Princeton Consumer Research (PCR) has released an official statement responding to headlines on "SPF Retesting, Media Reports and Recent Misinformation." The company was flagged in an Oct. 30, 2025, news report by C&T, as well as other sources, for allegedly claiming SPF values for products that were higher than actual test results, and for questionable SPF testing practices.
These practices were examined in a C&T video interview with Brian Ecclefield, Founder and CEO of Validated Claim Support, who briefly worked at PCR but who left due to ethical conflicts, per Ecclefield.
Following are key excerpts from the official four-page response statement, which begins: "Princeton Consumer Research (PCR) is issuing this statement following recent media activity and online commentary concerning zinc-based sunscreen formulations and selective retesting conducted by a third-party laboratory [Choice]. We wish to provide clarity, reinforce the accuracy of our clinical work, and correct several false and misleading claims now circulating publicly."
30 Years of Experience, ISO Certified
" ... PCR operates one of the most experienced clinical research networks in the world, with over 30 years of continuous clinical and regulatory testing expertise. ... Our global facilities are independently certified to ISO 9001:2015 for the safety and efficacy testing of cosmetics and OTC drug products, including in vivo SPF studies, UVA/UVAPF testing, water resistance verification and comprehensive clinical dermatology assessments.
"PCR does not manufacture products and has no financial stake in whether a sunscreen passes or fails. Our only duty is scientific accuracy and regulatory compliance. ..."
Zinc Expertise and Flaws in Re-testing
"... Zinc-based formulations require specialized expertise due to zinc oxide’s density, rheology and extreme sensitivity to film thickness and application technique. PCR employs full 10-subject ISO-compliant panels (not 1-3 subject indicative screens), technicians specifically trained in high-mineral formulations, verified mass-application procedures, film-uniformity checks appropriate for zinc oxide, ... [etc.]
"Our laboratories have repeatedly achieved high, reproducible SPF50+ results for mineral sunscreens when properly formulated and supplied in their final marketed condition.
"Recent retesting [Choice] cited in the media was methodologically flawed. ... only 1-3 subjects were used, [methods were] not ISO-compliant and not statistically valid, ...[there was] no verified film-thickness measurement ... [etc.] Therefore, these preliminary results are not valid, not regulatory compliant, and should not have been used publicly."
Zinc Oxide Quality and SPF Variability
"Over the past two years, several Australian manufacturers ... have shifted to lower-grade, non-monograph zinc oxide that does not meet: USP, BP, Ph.Eur or Cosmetics Pharmacopoeia standards. These inferior grades ... produce highly unstable SPF performance, even under controlled testing.
"This is not speculation, multiple TGA submissions and international studies have highlighted these issues. ...
"The media narrative has incorrectly attributed SPF variability to 'testing differences' when in reality, raw material quality has been a major and unreported factor in inconsistent SPF outcomes ..."
Expert Credentials Called to Question
"PCR is also aware of recent online comments made by an individual Brian Ecclefield, who briefly worked for PCR nearly a decade ago. ... To be absolutely clear, his statements are false, scientifically unsupported and do not reflect PCR in any capacity. ... The individual making these claims (Brian Ecclefield) held a business development role, in a team of five business development managers, not a scientific position. ...
"... His attempt to publicly portray himself as a '16-year expert in clinical protocol design' is entirely inconsistent with his actual employment history and experience. ... PCR encourages regulators, brands and media to rely on qualified, accredited laboratories and valid ISO-compliant data, not preliminary 1-3 subject results or commentary from unqualified sources."
Access PCR's complete response statement here.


**INSTRUCTIONS FOR THE TASK**
Report how many lines in the records below contain the word "boxes". Nothing else belongs in the answer.

**DATA RECORDS**
────────
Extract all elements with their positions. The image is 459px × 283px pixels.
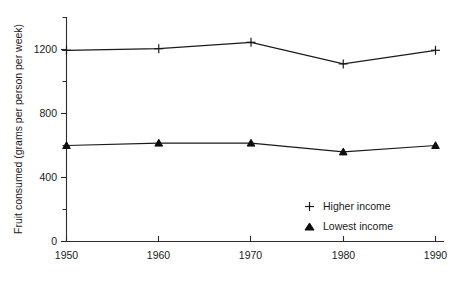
plus-marker-icon	[431, 46, 440, 55]
legend-item-lowest-income: Lowest income	[305, 220, 393, 232]
plus-marker-icon	[305, 202, 314, 211]
x-axis-ticks	[67, 236, 436, 242]
legend-item-higher-income: Higher income	[305, 200, 391, 212]
y-axis-ticks	[61, 18, 67, 242]
y-tick-label-400: 400	[39, 171, 57, 183]
series-higher-income	[62, 38, 440, 69]
legend-label-higher-income: Higher income	[323, 200, 391, 212]
series-layer	[62, 38, 440, 155]
plus-marker-icon	[62, 46, 71, 55]
series-lowest-income	[63, 139, 440, 155]
x-tick-label-1950: 1950	[55, 249, 79, 261]
y-tick-label-1200: 1200	[34, 43, 58, 55]
y-axis-title: Fruit consumed (grams per person per wee…	[12, 24, 24, 234]
legend-label-lowest-income: Lowest income	[323, 220, 393, 232]
plus-marker-icon	[154, 44, 163, 53]
line-chart: Fruit consumed (grams per person per wee…	[0, 0, 459, 283]
chart-legend: Higher income Lowest income	[305, 200, 393, 232]
x-tick-label-1980: 1980	[332, 249, 356, 261]
plus-marker-icon	[247, 38, 256, 47]
x-axis-tick-labels: 1950 1960 1970 1980 1990	[55, 249, 448, 261]
y-tick-label-0: 0	[51, 235, 57, 247]
y-axis-tick-labels: 0 400 800 1200	[34, 43, 58, 247]
y-tick-label-800: 800	[39, 107, 57, 119]
plus-marker-icon	[339, 59, 348, 68]
x-tick-label-1970: 1970	[239, 249, 263, 261]
chart-container: Fruit consumed (grams per person per wee…	[0, 0, 459, 283]
triangle-marker-icon	[305, 223, 314, 230]
x-tick-label-1960: 1960	[147, 249, 171, 261]
x-tick-label-1990: 1990	[424, 249, 448, 261]
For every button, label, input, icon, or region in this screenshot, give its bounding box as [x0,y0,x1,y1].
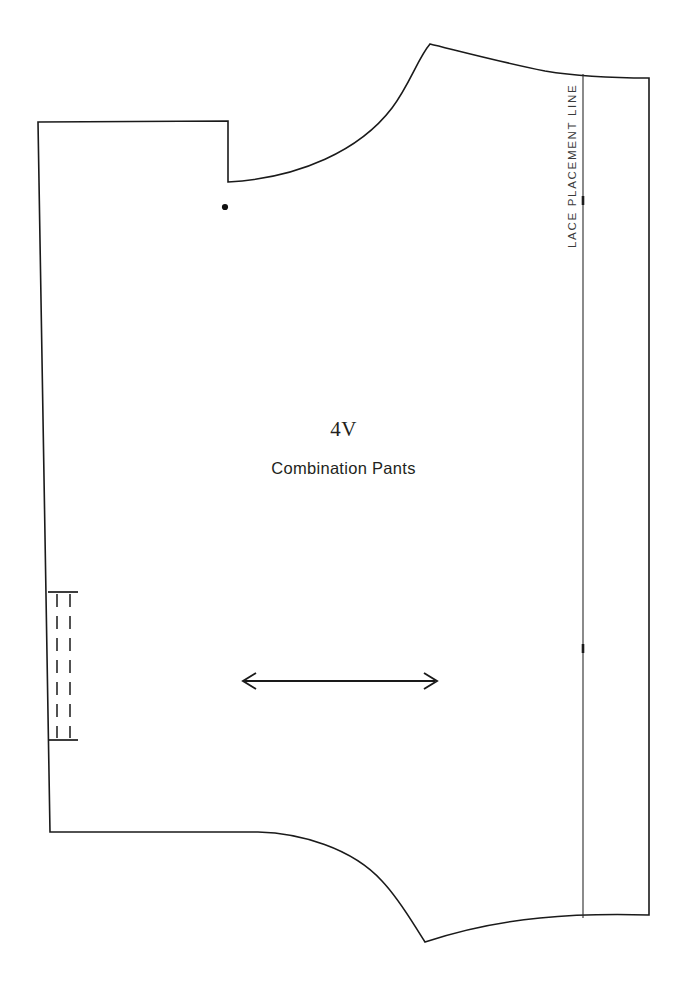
pattern-sheet: 4V Combination Pants LACE PLACEMENT LINE [0,0,687,983]
piece-name-label: Combination Pants [0,459,687,478]
lace-placement-label: LACE PLACEMENT LINE [566,84,578,248]
piece-code-label: 4V [0,417,687,442]
notch-dot [222,204,228,210]
pattern-drawing-canvas [0,0,687,983]
pattern-piece-outline [38,44,649,942]
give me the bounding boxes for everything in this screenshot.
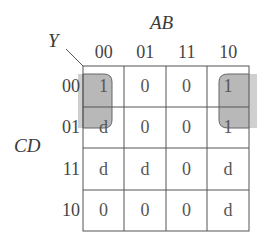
col-var-label: AB <box>150 12 173 34</box>
row-header-01: 01 <box>52 117 80 138</box>
kmap-cell: d <box>83 107 124 148</box>
kmap-cell: 0 <box>125 190 166 231</box>
kmap-cell: 1 <box>83 66 124 107</box>
col-header-00: 00 <box>83 42 125 63</box>
kmap-cell: d <box>208 190 249 231</box>
output-label: Y <box>48 30 59 52</box>
kmap-cell: 0 <box>166 190 207 231</box>
col-header-10: 10 <box>208 42 250 63</box>
row-header-00: 00 <box>52 76 80 97</box>
kmap-cell: 0 <box>166 149 207 190</box>
kmap-cell: 0 <box>166 107 207 148</box>
row-header-11: 11 <box>52 159 80 180</box>
kmap-cell: 0 <box>125 107 166 148</box>
kmap-cell: 0 <box>83 190 124 231</box>
group-right-shade <box>249 74 257 128</box>
row-header-10: 10 <box>52 200 80 221</box>
col-header-11: 11 <box>166 42 208 63</box>
col-header-01: 01 <box>125 42 167 63</box>
row-var-label: CD <box>14 135 40 157</box>
kmap-cell: d <box>83 149 124 190</box>
kmap-cell: d <box>125 149 166 190</box>
corner-diagonal <box>66 49 83 66</box>
kmap-cell: 1 <box>208 107 249 148</box>
kmap-cell: 1 <box>208 66 249 107</box>
kmap-cell: 0 <box>166 66 207 107</box>
kmap-cell: 0 <box>125 66 166 107</box>
kmap-cell: d <box>208 149 249 190</box>
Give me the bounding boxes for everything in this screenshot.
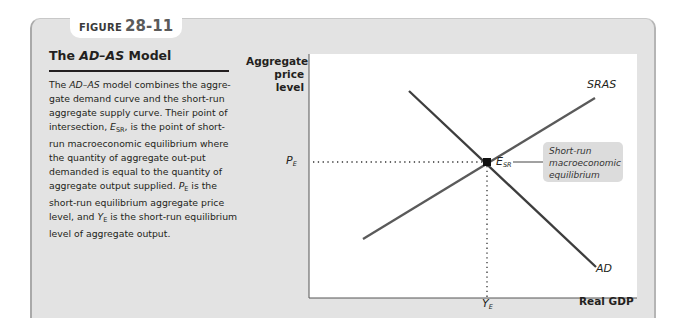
callout-line: Short-run [549,145,617,157]
x-axis-label: Real GDP [579,295,634,307]
ad-label: AD [596,262,612,275]
equilibrium-callout: Short-run macroeconomic equilibrium [543,142,623,182]
sras-label: SRAS [587,78,616,91]
ye-label: YE [482,297,493,311]
equilibrium-point [483,158,491,166]
pe-label: PE [286,154,297,168]
callout-line: equilibrium [549,169,617,181]
callout-line: macroeconomic [549,157,617,169]
esr-label: ESR [496,155,512,169]
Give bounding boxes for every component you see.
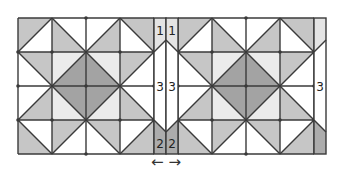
vertex-dot — [50, 50, 54, 54]
quilt-diagram: 1133223 ← → — [0, 0, 345, 170]
vertex-dot — [210, 118, 214, 122]
vertex-dot — [84, 84, 88, 88]
vertex-dot — [118, 50, 122, 54]
vertex-dot — [16, 84, 20, 88]
vertex-dot — [84, 152, 88, 156]
vertex-dot — [210, 50, 214, 54]
vertex-dot — [278, 118, 282, 122]
left-block — [16, 16, 156, 156]
vertex-dot — [244, 16, 248, 20]
label-2-left: 2 — [156, 137, 164, 151]
right-block — [176, 16, 316, 156]
vertex-dot — [16, 118, 20, 122]
label-3-left: 3 — [156, 80, 164, 94]
label-2-right: 2 — [168, 137, 176, 151]
label-3-edge: 3 — [316, 80, 324, 94]
vertex-dot — [50, 118, 54, 122]
label-1-left: 1 — [156, 24, 164, 38]
vertex-dot — [278, 50, 282, 54]
label-3-right: 3 — [168, 80, 176, 94]
label-1-right: 1 — [168, 24, 176, 38]
direction-arrows: ← → — [151, 153, 181, 170]
vertex-dot — [244, 152, 248, 156]
vertex-dot — [118, 118, 122, 122]
vertex-dot — [244, 84, 248, 88]
vertex-dot — [84, 16, 88, 20]
vertex-dot — [16, 50, 20, 54]
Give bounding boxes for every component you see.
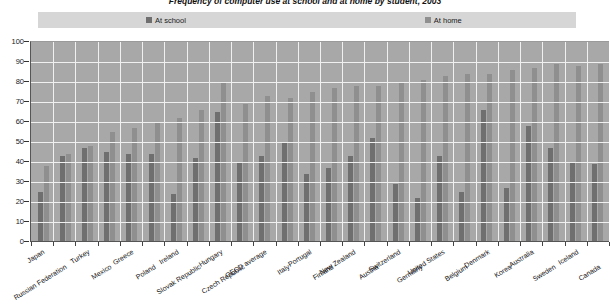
vertical-gridline (453, 42, 454, 242)
bar-at-school (526, 126, 531, 242)
chart-page: Frequency of computer use at school and … (0, 0, 610, 305)
vertical-gridline (53, 42, 54, 242)
bar-at-school (437, 156, 442, 242)
bar-at-home (376, 86, 381, 242)
vertical-gridline (164, 42, 165, 242)
vertical-gridline (253, 42, 254, 242)
y-axis-tick-label: 70 (16, 98, 24, 106)
bar-at-school (38, 192, 43, 242)
bar-at-home (510, 70, 515, 242)
bar-at-home (487, 74, 492, 242)
vertical-gridline (542, 42, 543, 242)
bar-at-school (104, 152, 109, 242)
x-axis-labels: JapanRussian FederationTurkeyMexicoGreec… (0, 246, 610, 305)
y-axis-tick-label: 20 (16, 198, 24, 206)
legend-swatch-at-school (146, 17, 152, 23)
bar-at-home (310, 92, 315, 242)
bar-at-school (326, 168, 331, 242)
y-axis-tick-mark (24, 241, 29, 242)
vertical-gridline (142, 42, 143, 242)
y-axis-tick-mark (24, 181, 29, 182)
bar-at-school (393, 184, 398, 242)
bar-at-home (465, 74, 470, 242)
vertical-gridline (387, 42, 388, 242)
y-axis-tick-label: 80 (16, 78, 24, 86)
vertical-gridline (431, 42, 432, 242)
bar-at-school (415, 198, 420, 242)
bar-at-home (554, 64, 559, 242)
plot-area (30, 41, 609, 242)
x-axis-label: Turkey (0, 248, 90, 305)
bar-at-school (370, 138, 375, 242)
legend-label-at-home: At home (434, 16, 462, 25)
vertical-gridline (342, 42, 343, 242)
y-axis-tick-label: 10 (16, 218, 24, 226)
legend-item-at-home: At home (425, 16, 462, 25)
vertical-gridline (498, 42, 499, 242)
vertical-gridline (298, 42, 299, 242)
y-axis-tick-mark (24, 161, 29, 162)
y-axis-tick-mark (24, 101, 29, 102)
chart-title: Frequency of computer use at school and … (0, 0, 610, 7)
legend-item-at-school: At school (146, 16, 186, 25)
bar-at-home (44, 166, 49, 242)
bar-at-school (282, 142, 287, 242)
bar-at-school (126, 154, 131, 242)
bar-at-home (265, 96, 270, 242)
bar-at-school (348, 156, 353, 242)
bar-at-home (132, 128, 137, 242)
y-axis-tick-mark (24, 201, 29, 202)
bar-at-home (177, 118, 182, 242)
bar-at-school (193, 158, 198, 242)
bar-at-school (304, 174, 309, 242)
vertical-gridline (364, 42, 365, 242)
vertical-gridline (231, 42, 232, 242)
y-axis-tick-mark (24, 41, 29, 42)
vertical-gridline (98, 42, 99, 242)
y-axis-tick-label: 50 (16, 138, 24, 146)
bar-at-school (60, 156, 65, 242)
plot-area-wrapper (30, 41, 608, 242)
bar-at-school (259, 156, 264, 242)
y-axis-tick-mark (24, 61, 29, 62)
vertical-gridline (476, 42, 477, 242)
vertical-gridline (587, 42, 588, 242)
bar-at-school (592, 164, 597, 242)
bar-at-home (332, 88, 337, 242)
bar-at-home (576, 66, 581, 242)
vertical-gridline (565, 42, 566, 242)
bar-at-home (421, 80, 426, 242)
legend-label-at-school: At school (155, 16, 186, 25)
bar-at-home (532, 68, 537, 242)
y-axis-tick-label: 40 (16, 158, 24, 166)
vertical-gridline (75, 42, 76, 242)
y-axis-tick-label: 60 (16, 118, 24, 126)
y-axis-tick-label: 90 (16, 58, 24, 66)
vertical-gridline (320, 42, 321, 242)
y-axis-tick-mark (24, 221, 29, 222)
y-axis: 1009080706050403020100 (0, 41, 28, 242)
chart-legend: At school At home (38, 12, 576, 28)
vertical-gridline (520, 42, 521, 242)
bar-at-school (149, 154, 154, 242)
bar-at-home (288, 98, 293, 242)
bar-at-home (598, 64, 603, 242)
bar-at-home (110, 132, 115, 242)
bar-at-home (443, 76, 448, 242)
vertical-gridline (187, 42, 188, 242)
bar-at-school (504, 188, 509, 242)
bar-at-home (354, 86, 359, 242)
y-axis-tick-mark (24, 81, 29, 82)
bar-at-home (88, 146, 93, 242)
legend-swatch-at-home (425, 17, 431, 23)
y-axis-tick-mark (24, 121, 29, 122)
y-axis-tick-mark (24, 141, 29, 142)
vertical-gridline (276, 42, 277, 242)
y-axis-tick-label: 30 (16, 178, 24, 186)
y-axis-tick-label: 100 (11, 38, 24, 46)
vertical-gridline (120, 42, 121, 242)
bar-at-school (459, 192, 464, 242)
bar-at-home (66, 154, 71, 242)
vertical-gridline (209, 42, 210, 242)
vertical-gridline (409, 42, 410, 242)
────────
**RESULT OF THIS EXERCISE**
4